Would it be reasonable to calculate the floating cap each time difficulty is retarget (every 2016 blocks)? You could set the max block size to, say, 4 x avg_block_size over the last 2016-block period.
That is my general understanding however the specific multiplier and period length should have some serious analysis and debate. There are other things to consider like should the algorithm be a one way ratchet (cap can only rise not fall). What are the implications either way? Should there be sanity limits (possibly in line with Moore's law) to the rate of growth that would strike a compromise between tx volume and the resources required to operate a full node. Having one million txs per block reduces the need for centralized off chain services but if that results in only a handful of datacenters having the resources to run full nodes well that is its own kind of centralization.
This is why personally (unless someone convinces me otherwise) I think the best route is a one time fixed increase to the cap (say 5 to 10 MB block size), combined with a plan to have in place a deterministic algorithm before rising volume necessitates the need for another manual increase.

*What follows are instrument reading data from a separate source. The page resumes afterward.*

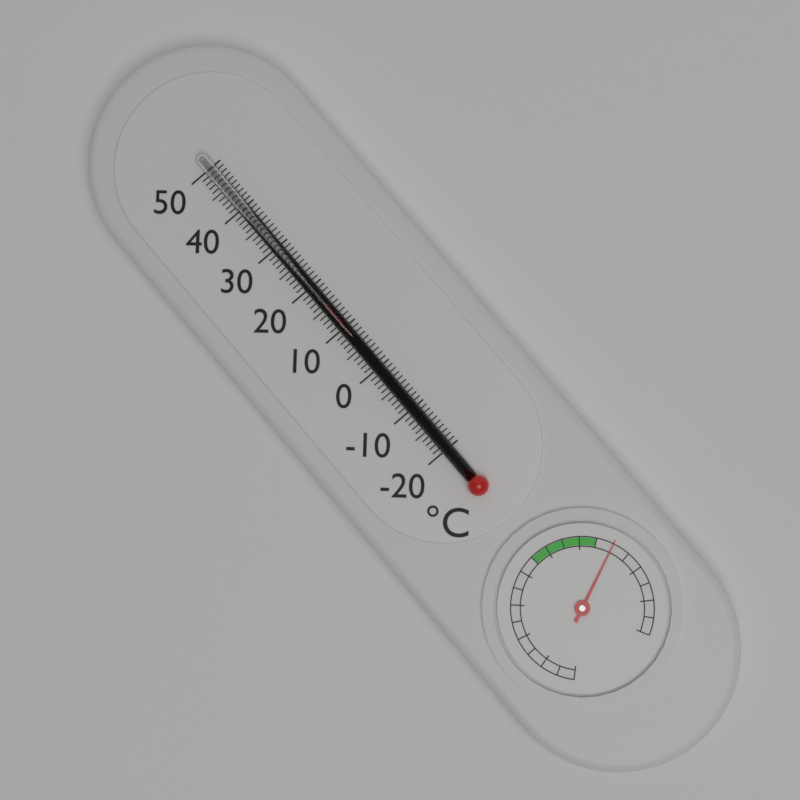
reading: 16 °C
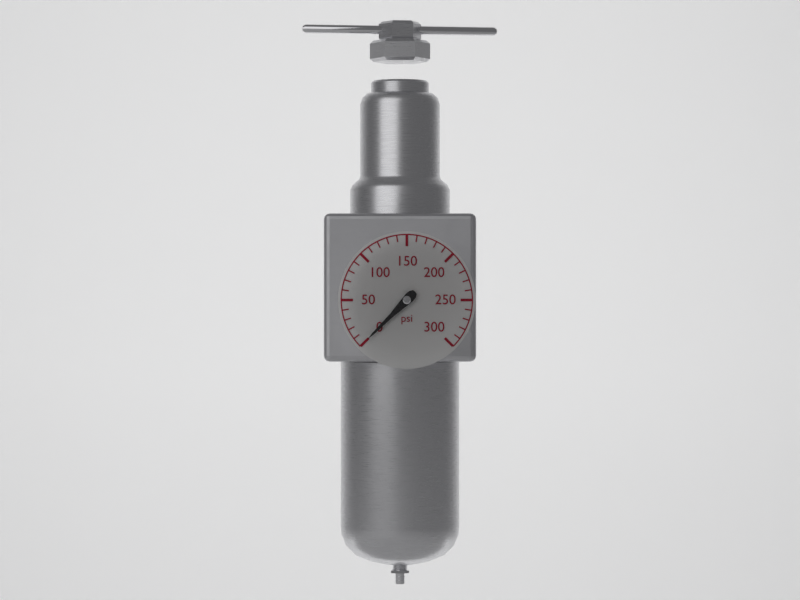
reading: 0 psi
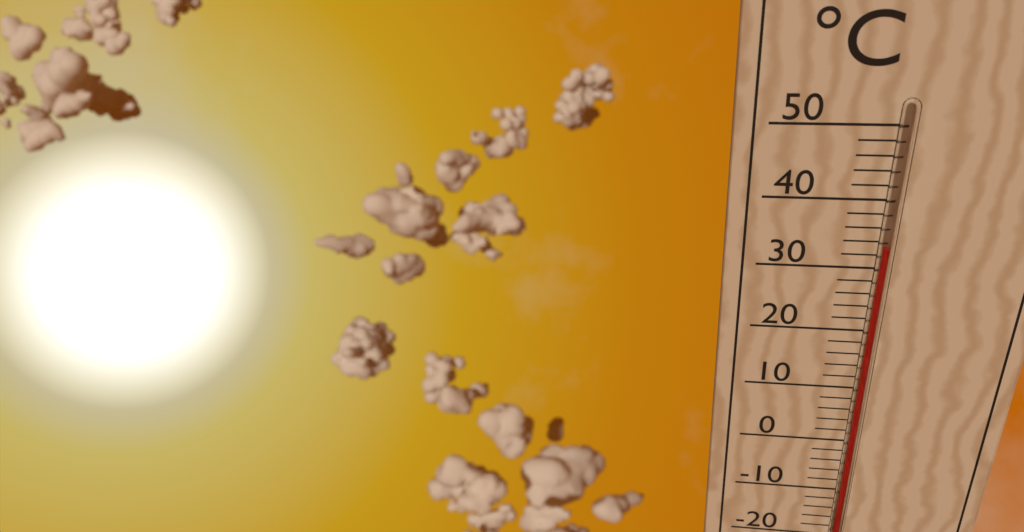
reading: 34 °C
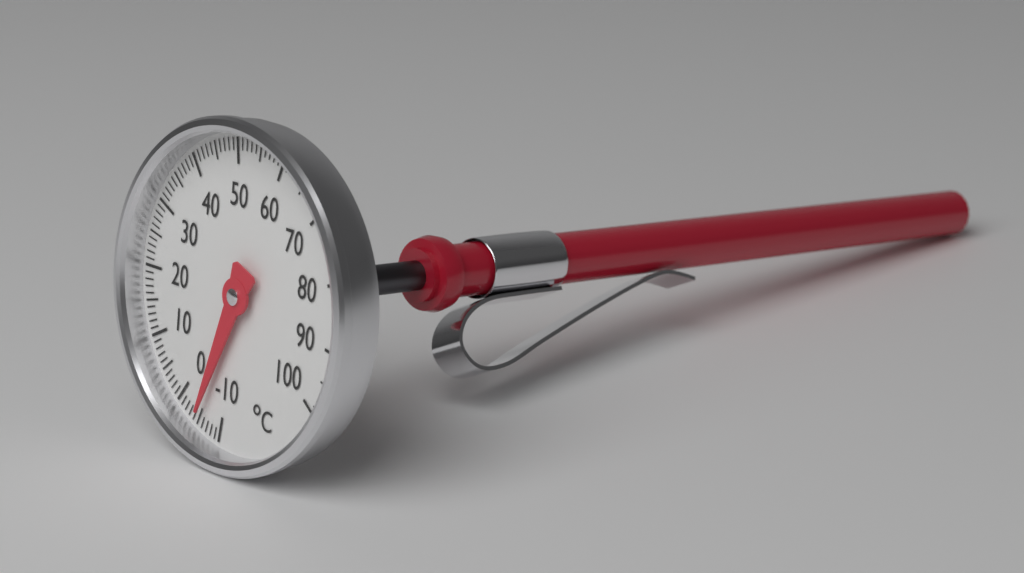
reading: -5 °C
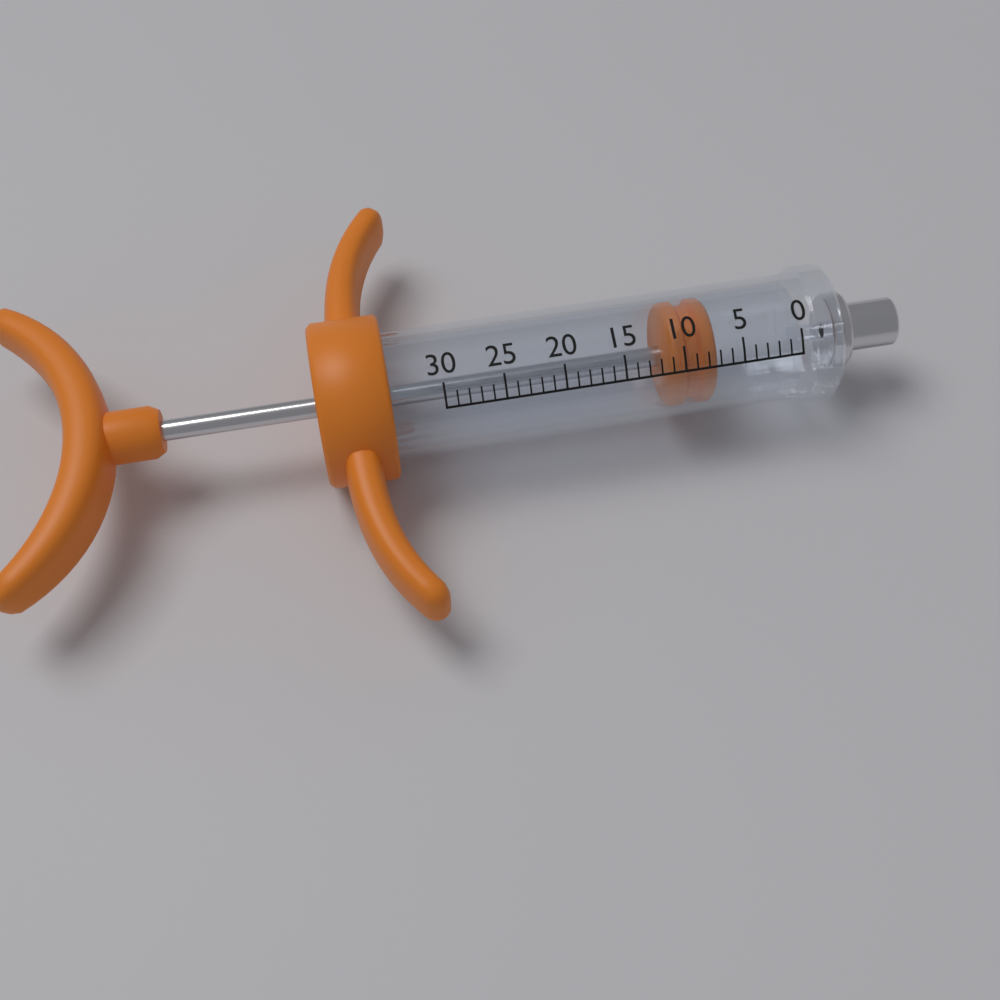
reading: 7 (no unit)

As for a target block size I am not sure if there is any value in that. Pools are already starting to diverge in terms of their criteria for transaction selection. Eligius for example tends to make the largest blocks but they also don't include non paying transactions. I see nothing wrong with that and they likely would continue to build as they see fit regardless of what the target is. If free tx volume rises and paying tx volume falls I don't think anyone should feel obligated to change their block sizes. My understanding is that future versions of bitcoind will remove default values for block generation. Miners will need to explicitly pick the values or bitcoind will produce an error. Orphan costs can be reduced ~90% by changing the new block message format to include tx hashes instead of full transactions.